Security researchers have confirmed that exploitation in real-world environments is underway, suggesting that the vulnerability has moved beyond theoretical proof-of-concept into active campaigns. The buffer overflow condition in PAN-OS permits an unauthenticated attacker to overflow a buffer and execute arbitrary code at root level, effectively granting full system compromise. Palo Alto Networks has released patches addressing the flaw, and organizations running affected PAN-OS versions are urged to update immediately, particularly those with management interfaces or authentication portals exposed to external networks.
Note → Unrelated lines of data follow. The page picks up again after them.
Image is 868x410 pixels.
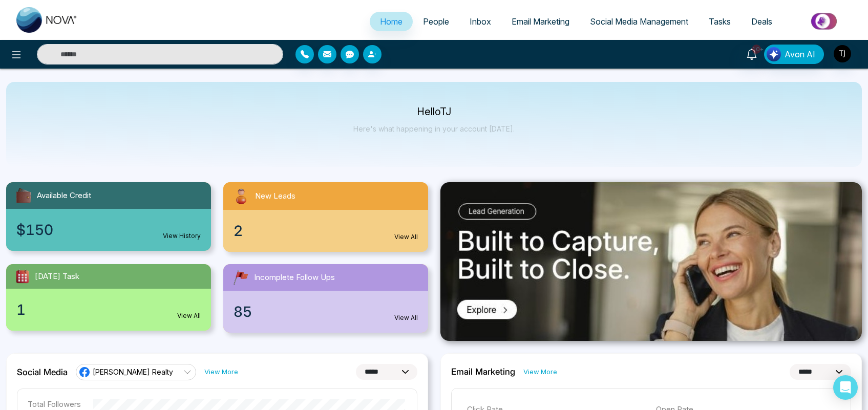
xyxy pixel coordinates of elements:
[234,301,252,322] span: 85
[217,182,434,252] a: New Leads2View All
[423,17,449,26] span: People
[14,186,33,205] img: availableCredit.svg
[353,124,515,133] p: Here's what happening in your account [DATE].
[523,367,557,377] a: View More
[590,17,688,26] span: Social Media Management
[740,44,764,62] a: 10+
[699,12,741,31] a: Tasks
[255,191,295,202] span: New Leads
[580,12,699,31] a: Social Media Management
[501,12,580,31] a: Email Marketing
[767,47,781,62] img: Lead Flow
[469,17,491,26] span: Inbox
[451,366,515,377] h2: Email Marketing
[394,313,418,322] a: View All
[231,186,251,206] img: newLeads.svg
[833,45,851,62] img: User Avatar
[254,271,335,284] span: Incomplete Follow Ups
[413,12,459,31] a: People
[177,311,201,320] a: View All
[35,271,80,282] span: [DATE] Task
[17,299,26,320] span: 1
[217,264,434,332] a: Incomplete Follow Ups85View All
[788,10,862,33] img: Market-place.gif
[512,17,569,26] span: Email Marketing
[37,190,91,201] span: Available Credit
[353,107,515,116] p: Hello TJ
[370,12,413,31] a: Home
[440,182,862,341] img: .
[17,219,53,241] span: $150
[204,367,238,377] a: View More
[92,367,173,377] span: [PERSON_NAME] Realty
[764,44,824,64] button: Avon AI
[17,7,78,33] img: Nova CRM Logo
[17,367,67,377] h2: Social Media
[751,17,772,26] span: Deals
[28,399,81,409] p: Total Followers
[741,12,783,31] a: Deals
[380,17,403,26] span: Home
[833,375,858,400] div: Open Intercom Messenger
[785,48,815,60] span: Avon AI
[231,268,250,287] img: followUps.svg
[709,17,731,26] span: Tasks
[459,12,501,31] a: Inbox
[163,231,201,241] a: View History
[14,268,31,284] img: todayTask.svg
[394,232,418,241] a: View All
[752,44,761,54] span: 10+
[234,220,243,241] span: 2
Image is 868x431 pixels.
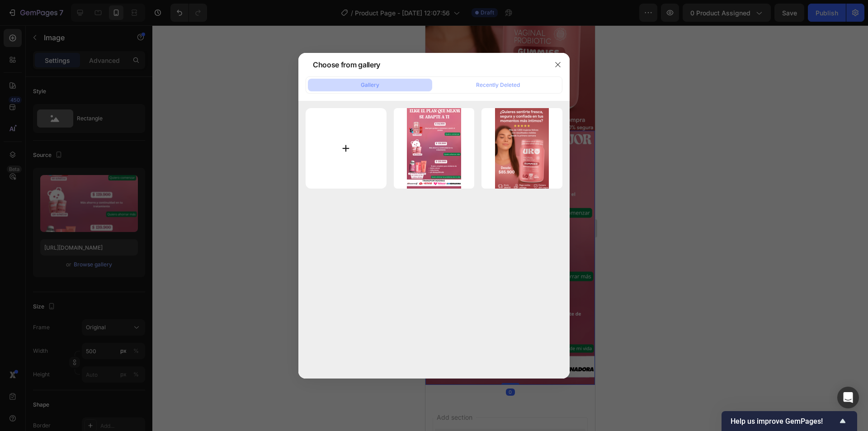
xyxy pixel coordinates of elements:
div: Choose from gallery [313,59,380,70]
div: Recently Deleted [476,81,520,89]
button: Gallery [308,79,432,91]
img: image [407,108,461,189]
img: image [495,108,549,189]
button: Show survey - Help us improve GemPages! [731,416,848,427]
div: Image [11,92,31,101]
span: Help us improve GemPages! [731,417,837,426]
div: 0 [80,364,89,370]
div: Open Intercom Messenger [837,387,859,409]
div: Gallery [361,81,379,89]
button: Recently Deleted [436,79,560,91]
span: Add section [7,387,51,397]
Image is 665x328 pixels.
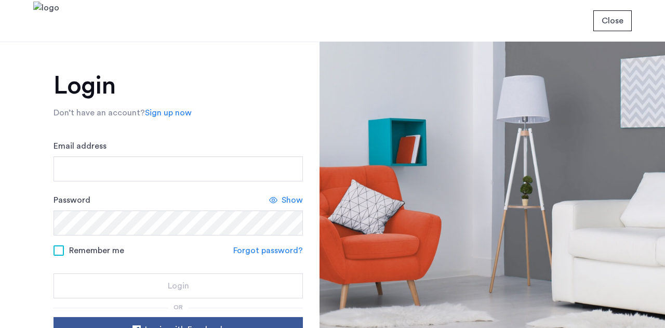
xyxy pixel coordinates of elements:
span: Remember me [69,244,124,257]
label: Password [54,194,90,206]
span: Close [602,15,624,27]
img: logo [33,2,59,41]
span: Login [168,280,189,292]
button: button [54,273,303,298]
span: Don’t have an account? [54,109,145,117]
h1: Login [54,73,303,98]
span: Show [282,194,303,206]
button: button [594,10,632,31]
label: Email address [54,140,107,152]
a: Forgot password? [233,244,303,257]
span: or [174,304,183,310]
a: Sign up now [145,107,192,119]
The active exploitation of this vulnerability signals heightened risk for enterprise networks relying on Palo Alto firewall infrastructure for perimeter defense. Threat actors who achieve remote code execution at root level on a firewall effectively gain the ability to intercept, modify, or blacklist network traffic traversing that checkpoint. Security teams should audit their PAN-OS deployments for internet-facing management or User-ID components, apply available patches without delay, and monitor for indicators of compromise associated with this flaw.